The Newtown, Connecticut, elementary school shootings on December 14 that killed 20 students and six staff members have prompted many to call for a ban on semi-automatic rifles, or assault weapons.
In the week since the shootings, others have said video games should no longer contain such violent content. And some are urging that access to mental health care be expanded. But schools themselves shouldn’t be radically redesigned to fortify against future attacks, according to some architects.
While fortress-like buildings with thick concrete walls, windows with bars, and special security vestibules may be more defensible than what is currently in vogue, they are hardly the kind of places that are optimal for learning. Edmund Einy, a principal at GKKWorks, says that what’s been done so far in many urban schools in the name of safety—such as slapping bars on the windows—has had a pernicious effect on students’ morale and performance. Einy’s new Blair International Baccalaureate Middle School, in Pasadena, foregoes bars. But administrators must greet students before they are allowed to go inside, which led GKKWorks to create an entry plaza. “There’s not much more we can do,” he says. “What are we going to do, put kids in prisons?”

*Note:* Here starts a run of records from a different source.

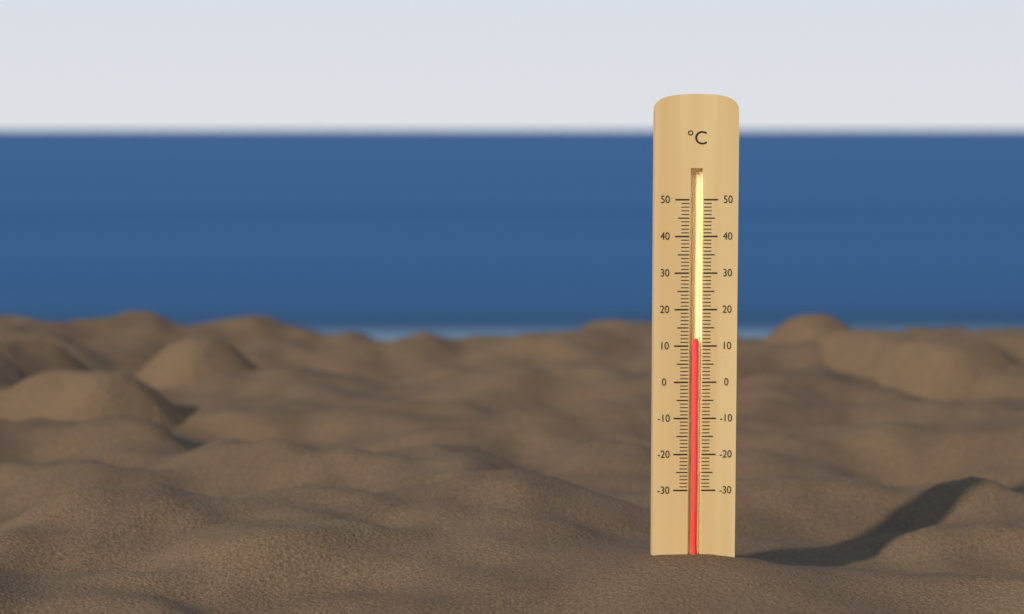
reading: 12 °C
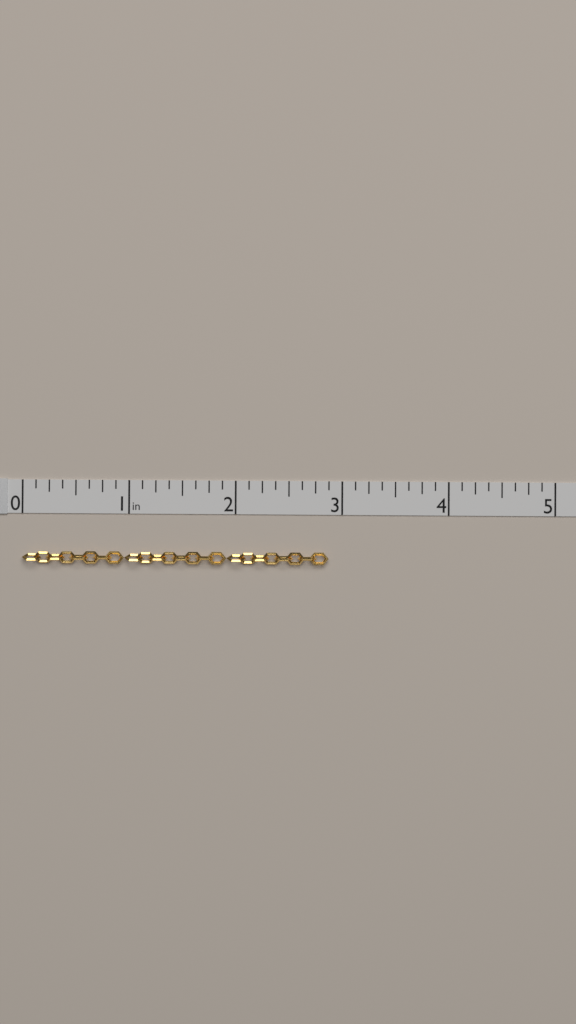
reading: 2.875 in
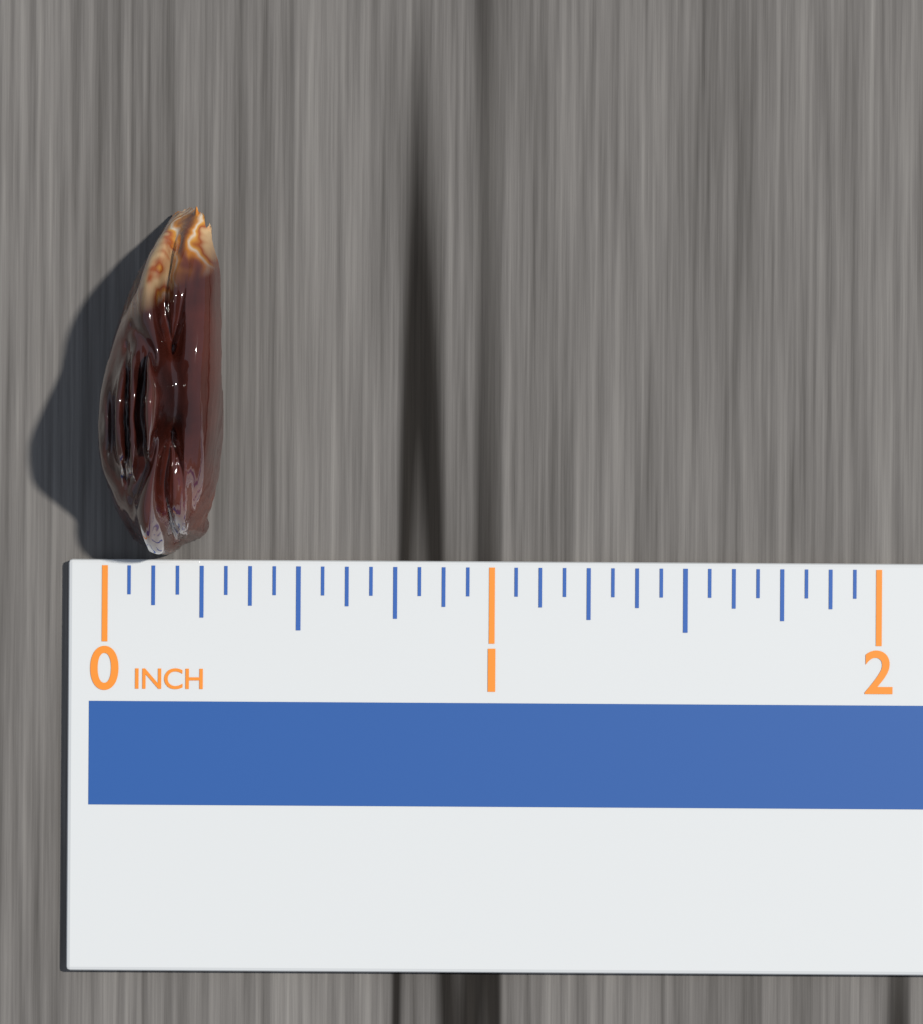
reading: 0.3125 in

Mark Simon, a founding partner of Centerbrook Architects and Planners, agrees. “I think [bars and other fortifying techniques] send the wrong message to both kids and teachers,” he says. Based in Centerbrook, Connecticut, Simon has designed 20 school buildings, including five public elementary schools, though none in Newtown. “Buildings tell stories, and when a building is designed that way, it tells you that it doesn’t trust you. And kids intuit that they’re not trusted,” he says. In fact, Simon adds, improved security can be achieved through a more open layout, like with his King & Low-Heywood Thomas School in Stamford, Connecticut. Its focal point is a large rotunda encircled by offices, so administrators have clear views of the hallways and the comings and goings of students. Simon admitted, though, that the school was more concerned with divorced parents snatching kids, say, than an intruder with rifles.
In recent years, glass has become the material of choice for the walls of many schools, which have cottoned to the idea that students will be more stimulated in rooms bathed in natural light. An example—according to Thomas Mellins, an architectural curator—is Ennead Architects’ Frank Sinatra School of the Arts in Queens, N.Y., where a transparent façade allows close-up views of ballet and other classes. (Mellins’ exhibition, “The Edgeless School: Design for Learning,” is on view at New York’s Center for Architecture through January 19, 2013.)
For his part, Mellins doesn’t rule out that the shootings may result in design changes; he just hopes law enforcement talks to architects early in the design process. But, Mellins says, “I don’t think safety concerns translate into a simple and direct agenda, like build this way, don’t build that way.”
In a sense, school design has baked-in security concerns ever since the mass school shooting in Columbine, Colorado, in 1999. Doors now routinely lock after the first bell. Metal detectors are also common. Possibly, more steel could be used in doors, but “that seems to be sort of in the opposite direction of where schools have been headed,” says architect Jerry Waters, of Portland, Oregon’s Dull Olson Weekes Architects. School buildings make up 70 percent of the firm’s portfolio. Waters adds, “When someone has the intent to kill, I’m not sure if architecture can solve that problem.”